原文地址
谷歌新的feed正式发布,这个酷到没朋友的谷歌信息源是专门为没有很多社交朋友的人提供的。不像Facebook,Twiiter等社交工具,它们通过你的社交软件朋友圈的行为,为你提供感兴趣的内容。谷歌的feed是基于你的搜索和你的地理位置社区提供内容,于是,闷骚的你终于不再孤独,Google Plus终于不再孤独,因为至少还有谷歌的AI陪伴。实际上,feed是给真正注重内容的人的内容提供者,所以让社交的去社交,阅读的静下心来阅读。
原文链接:https://techcrunch.com/
抄录:
Google’s brave new friendless feed
By Josh Constine, July 19th, 2017
It’s like Facebook without all those annoying “friends”. Instead of having to look at what weird things other people are interested in, like their babies, Google shows me the weird things I’m interested in, like Legend Of Zelda and Elon Musk.
This is a fundamental shift in content consumption from curation based on our explicit choices to curation based on our implicit preferences mined from past behavior. It could unlock our niche fascinations without us ever having to pledge allegiance to them.
Today Google officially launched “feed” in its main iOS and Android apps. Finally, technology has evolved to bring us personalized news without a social graph or personality quiz. Instead, Google combines the most important news stories of the day with ones about topics you’ve previously searched. That last part will strike some as a creepy misappropriation of sensitive data. But once people start scrolling, they might find those recycled insights quite delightful.
You don’t friend anyone, so there’s none of the filter bubble echosphere problem of Facebook. You don’t manually follow publishers, so you don’t have to plant flags at a particular end of the political spectrum like on Twitter. And you don’t “Like” content, so there’s no pressure to support something out of guilt, pity, or social obligation.
The Google feed (lowercase?) instead looks at what’s popular around your town and the world, tying you closer to your community. Controversial news topics show a sliding carousel of different sources to widen your perspective. And Google understands that your interests wax and wane over time, so if you stop searching for something the algorithm allows that topic to atrophy in your feed.
The lack of your friends’ endorsements for links means you’re never persuaded to click something you didn’t think you cared about. Perhaps that trades the filter bubbles of a few friends for a solo filter condom. But we already have so many sources of spontaneous social content discovery. After testing since December, the launch of Google’s single-player feed adds something different to our mix of apps.
Instead of spotlighting its core incompetency in social, Google leverages its core competency knowing everything you do online thanks to its ownership of search, email, calendar, maps, YouTube, and the Android operating system. The Google Now brand is being retired, and its utilitarian alerts about traffic and appointments relegated to a secondary tab in the Google app. But the underlying technology that pulled data from your Google app ecosystem had been wisely repurposed as signals about the news and entertainment you desire.
The Google feed’s greatest flaw is its lack of depth. Facebook brags that it chooses just the best 10% from around 2000 stories it could show you each day. That’s in part because it’s had years to learn what you Like. After a few vertical swipes, Google has a tough time correlating your searches with current news, and the feed’s relevance starts to plummet. But at least the Google app seems cognizant of its shallow content pool, deterring further browsing past the first 10 links by forcing you to tap a “more stories” button instead of infinitely scrolling.
All in all, this feed is a genius solution to the problem that killed Google Plus: No friends. Rather than create a copycat feed that depended on them and fell short in their absence, Google purposefully built a ghost town that treats their omission as a feature, not a bug.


▶ **The task**: The records that follow are to be repeated exactly, with the pictures removed.
==== Entries provided
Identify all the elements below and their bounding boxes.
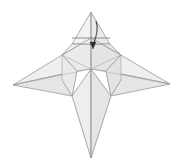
- top-flap-left-facet: [72, 12, 91, 44]
- top-flap-right-facet: [91, 12, 110, 44]
- origami-figure: Origami folding step diagram: [0, 0, 182, 168]
- origami-diagram-canvas: Origami folding step diagram: [0, 0, 182, 168]
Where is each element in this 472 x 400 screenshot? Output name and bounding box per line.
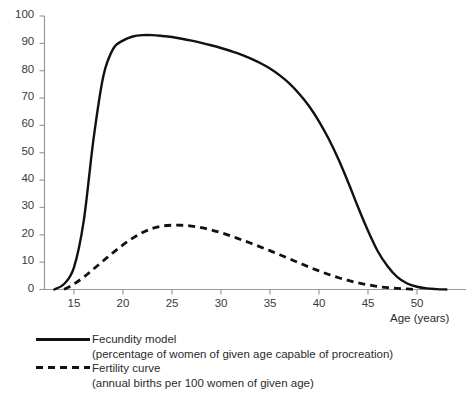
chart-figure: 01020304050607080901001520253035404550 A… [0,0,472,400]
legend-swatch-dashed-line [36,361,92,375]
y-axis-tick-label: 50 [0,145,34,157]
legend-item-fertility-curve: Fertility curve [36,361,466,376]
x-axis-tick-label: 45 [348,297,388,309]
y-axis-tick-label: 40 [0,172,34,184]
y-axis-tick-label: 70 [0,90,34,102]
y-axis-tick-label: 100 [0,8,34,20]
x-axis-ticks [74,290,417,295]
data-series-group [54,35,446,289]
y-axis-tick-label: 20 [0,227,34,239]
x-axis-tick-label: 35 [250,297,290,309]
y-axis-ticks [40,16,45,290]
x-axis-tick-label: 50 [397,297,437,309]
legend-item-fecundity-model: Fecundity model [36,332,466,347]
y-axis-tick-label: 60 [0,117,34,129]
x-axis-tick-label: 15 [54,297,94,309]
legend-sublabel-fertility-curve: (annual births per 100 women of given ag… [92,376,466,390]
legend-swatch-solid-line [36,332,92,346]
axis-spines [45,16,467,290]
x-axis-tick-label: 25 [152,297,192,309]
legend-label-fecundity-model: Fecundity model [92,332,176,346]
y-axis-tick-label: 30 [0,199,34,211]
chart-legend: Fecundity model (percentage of women of … [36,332,466,390]
x-axis-tick-label: 30 [201,297,241,309]
series-line-fertility-curve [64,225,417,289]
y-axis-tick-label: 10 [0,254,34,266]
x-axis-tick-label: 20 [103,297,143,309]
x-axis-title: Age (years) [390,312,449,324]
y-axis-tick-label: 0 [0,282,34,294]
legend-sublabel-fecundity-model: (percentage of women of given age capabl… [92,347,466,361]
x-axis-tick-label: 40 [299,297,339,309]
y-axis-tick-label: 90 [0,35,34,47]
legend-label-fertility-curve: Fertility curve [92,361,160,375]
footnote-text [4,390,284,399]
y-axis-tick-label: 80 [0,63,34,75]
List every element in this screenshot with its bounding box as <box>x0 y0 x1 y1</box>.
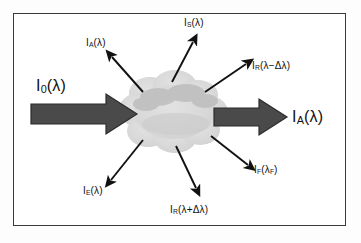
========
▶ **Task result**:
Identify all the elements below and their bounding boxes.
- top-flap-left-facet: [72, 12, 91, 44]
- top-flap-right-facet: [91, 12, 110, 44]
- origami-figure: Origami folding step diagram: [0, 0, 182, 168]
- origami-diagram-canvas: Origami folding step diagram: [0, 0, 182, 168]
Where is each element in this 472 x 400 screenshot? Output name and bounding box per line.
chart-figure: 01020304050607080901001520253035404550 A… [0,0,472,400]
legend-swatch-dashed-line [36,361,92,375]
y-axis-tick-label: 50 [0,145,34,157]
legend-item-fertility-curve: Fertility curve [36,361,466,376]
x-axis-tick-label: 45 [348,297,388,309]
y-axis-tick-label: 40 [0,172,34,184]
y-axis-tick-label: 70 [0,90,34,102]
y-axis-tick-label: 100 [0,8,34,20]
x-axis-ticks [74,290,417,295]
data-series-group [54,35,446,289]
y-axis-tick-label: 20 [0,227,34,239]
x-axis-tick-label: 35 [250,297,290,309]
y-axis-ticks [40,16,45,290]
x-axis-tick-label: 50 [397,297,437,309]
legend-item-fecundity-model: Fecundity model [36,332,466,347]
y-axis-tick-label: 60 [0,117,34,129]
x-axis-tick-label: 15 [54,297,94,309]
legend-sublabel-fertility-curve: (annual births per 100 women of given ag… [92,376,466,390]
legend-swatch-solid-line [36,332,92,346]
axis-spines [45,16,467,290]
x-axis-tick-label: 25 [152,297,192,309]
legend-label-fecundity-model: Fecundity model [92,332,176,346]
y-axis-tick-label: 30 [0,199,34,211]
chart-legend: Fecundity model (percentage of women of … [36,332,466,390]
x-axis-tick-label: 30 [201,297,241,309]
series-line-fertility-curve [64,225,417,289]
y-axis-tick-label: 10 [0,254,34,266]
x-axis-tick-label: 20 [103,297,143,309]
x-axis-title: Age (years) [390,312,449,324]
y-axis-tick-label: 0 [0,282,34,294]
legend-sublabel-fecundity-model: (percentage of women of given age capabl… [92,347,466,361]
x-axis-tick-label: 40 [299,297,339,309]
y-axis-tick-label: 90 [0,35,34,47]
legend-label-fertility-curve: Fertility curve [92,361,160,375]
footnote-text [4,390,284,399]
y-axis-tick-label: 80 [0,63,34,75]
List every element in this screenshot with its bounding box as <box>x0 y0 x1 y1</box>.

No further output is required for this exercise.